10b. Better semantic embeddings (optional)
The default local model (all-MiniLM-L6-v2) is free and fast. If you want better search results and are willing to use an OpenAI API key exclusively for embeddings (not for text generation):
zotero-mcp setup --semantic-config-only
Then choose openai as the embedding model and enter your API key. Afterwards, reinitialize the database:
zotero-mcp update-db --fulltext --force-rebuild
10c. Automatic database updates
Every time you add new papers to Zotero, the semantic search database must be updated in order to find those papers. You can do this manually, but automation is more convenient.
Option 1: Via the Zotero MCP setup wizard (simplest)
zotero-mcp setup --semantic-config-only
For the update frequency, choose "Daily" or "Auto on startup". With "Auto on startup" the database is updated every time Claude Code calls Zotero MCP — this is the most hands-off approach.

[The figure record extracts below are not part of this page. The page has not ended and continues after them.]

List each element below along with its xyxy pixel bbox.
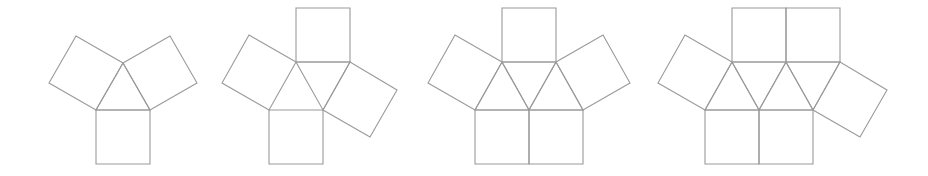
net-3-triangle-left-up	[475, 62, 529, 110]
net-4-square-bottom-right	[759, 110, 813, 164]
net-4-square-top-left	[732, 8, 786, 62]
net-4	[658, 8, 887, 164]
nets-diagram	[0, 0, 928, 176]
net-3-square-bottom-left	[475, 110, 529, 164]
net-4-triangle-3-up	[759, 62, 813, 110]
net-1-square-upper-right	[123, 36, 197, 110]
net-2	[222, 8, 397, 164]
net-3-triangle-center-down	[502, 62, 556, 110]
net-3-square-upper-left	[428, 35, 502, 110]
net-2-square-bottom	[269, 110, 323, 164]
net-4-triangle-2-down	[732, 62, 786, 110]
figure-sheet	[0, 0, 928, 176]
net-4-square-top-right	[786, 8, 840, 62]
net-1	[49, 36, 197, 164]
net-3-square-top	[502, 8, 556, 62]
net-2-square-lower-right	[323, 62, 397, 137]
net-2-triangle-center	[296, 62, 350, 110]
net-4-square-bottom-left	[705, 110, 759, 164]
net-4-triangle-1-up	[705, 62, 759, 110]
net-3-triangle-right-up	[529, 62, 583, 110]
net-4-square-upper-left	[658, 35, 732, 110]
net-2-square-upper-left	[222, 35, 296, 110]
net-4-square-lower-right	[813, 62, 887, 137]
net-3-square-bottom-right	[529, 110, 583, 164]
net-1-square-upper-left	[49, 36, 123, 110]
net-2-square-top	[296, 8, 350, 62]
net-3-square-upper-right	[556, 35, 630, 110]
net-1-triangle-center	[96, 63, 150, 110]
net-1-square-bottom	[96, 110, 150, 164]
net-4-triangle-4-down	[786, 62, 840, 110]
net-3	[428, 8, 630, 164]
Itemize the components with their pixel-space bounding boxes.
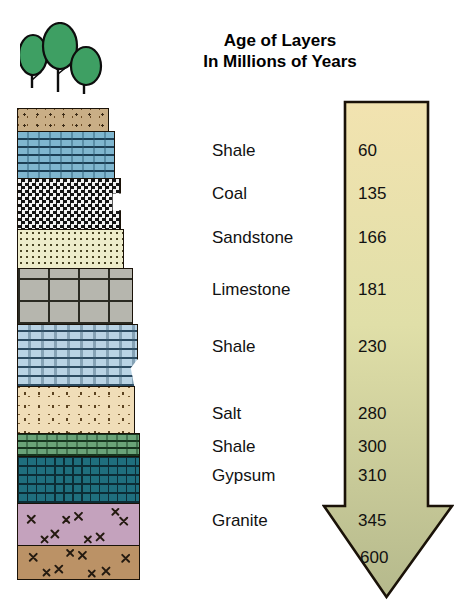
title-line-2: In Millions of Years <box>175 51 385 72</box>
layer-shale-230 <box>17 324 138 387</box>
age-arrow <box>322 100 454 600</box>
label-shale-230: Shale <box>212 337 255 357</box>
layer-granite-345 <box>17 503 140 546</box>
label-limestone-181: Limestone <box>212 280 290 300</box>
layer-shale-60 <box>17 131 115 179</box>
age-value-310: 310 <box>358 466 386 486</box>
layer-limestone-181 <box>17 268 133 325</box>
age-value-166: 166 <box>358 228 386 248</box>
age-value-181: 181 <box>358 280 386 300</box>
layer-coal-135 <box>17 178 121 230</box>
page-title: Age of Layers In Millions of Years <box>175 30 385 73</box>
age-value-345: 345 <box>358 511 386 531</box>
age-value-600: 600 <box>360 548 388 568</box>
layer-sandstone-166 <box>17 229 124 269</box>
age-value-60: 60 <box>358 141 377 161</box>
label-coal-135: Coal <box>212 184 247 204</box>
granite-x-marks-upper <box>18 504 139 546</box>
age-value-300: 300 <box>358 437 386 457</box>
label-sandstone-166: Sandstone <box>212 228 293 248</box>
age-value-280: 280 <box>358 404 386 424</box>
layer-gypsum-310 <box>17 456 140 504</box>
label-shale-300: Shale <box>212 437 255 457</box>
layer-topsoil <box>17 108 109 132</box>
label-gypsum-310: Gypsum <box>212 466 275 486</box>
label-shale-60: Shale <box>212 141 255 161</box>
age-value-135: 135 <box>358 184 386 204</box>
layer-shale-300 <box>17 433 140 457</box>
granite-x-marks-lower <box>18 546 139 580</box>
label-granite-345: Granite <box>212 511 268 531</box>
trees-illustration <box>20 22 112 112</box>
title-line-1: Age of Layers <box>175 30 385 51</box>
stratigraphic-column <box>17 108 140 580</box>
layer-salt-280 <box>17 386 135 434</box>
age-value-230: 230 <box>358 337 386 357</box>
label-salt-280: Salt <box>212 404 241 424</box>
layer-granite-600 <box>17 545 140 580</box>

About "unknown" as model name: After running
zotero-mcp setup-info, the embedding model name may be displayed asunknown. This is normal behavior: the default local model (all-MiniLM-L6-v2) is used, but the name is not reported back by setup-info. Your installation is working fine. Verification is done not via the terminal but via Claude Code: after runningzotero-mcp update-db, ask Claude Code to semantically search for a term that exists in your library. If that returns results, the database is working correctly.
Option 2: Handy alias in your shell profile
Add an alias so you can update the database with a single command:
# Open your shell configuration file:
nano ~/.zshrc
Add at the bottom:
# Zotero MCP helper commands
alias update-zotero="zotero-mcp update-db --fulltext"
alias zotero-status="zotero-mcp db-status"
Activate the changes:
source ~/.zshrc
After that, you can always simply type:
update-zotero
Option 3: Automated via macOS launchd (background task)
For fully automatic daily updates you can set up a macOS launchd task. Create a new file:
nano ~/Library/LaunchAgents/com.zotero-mcp.update.plist
Paste the following:
<?xml version="1.0" encoding="UTF-8"?>
<!DOCTYPE plist PUBLIC "-//Apple//DTD PLIST 1.0//EN"
"http://www.apple.com/DTDs/PropertyList-1.0.dtd">
<plist version="1.0">
<dict>
<key>Label</key>
<string>com.zotero-mcp.update</string>
<key>ProgramArguments</key>
<array>
<string>/bin/sh</string>
<string>-c</string>
<string>zotero-mcp update-db --fulltext >> ~/Documents/ResearchVault/zotero-mcp-update.log 2>&1</string>
</array>
<key>StartCalendarInterval</key>
<dict>
<key>Hour</key>
<integer>8</integer>
<key>Minute</key>
<integer>0</integer>
</dict>
<key>RunAtLoad</key>
<false/>
</dict>
</plist>
This runs a database update daily at 08:00 and saves the log to your vault. Activate the task:
launchctl load ~/Library/LaunchAgents/com.zotero-mcp.update.plist
Note: For the launchd option, Zotero must be open at the time the update runs. If your Mac is in sleep mode at that time, the task will be skipped until the next day.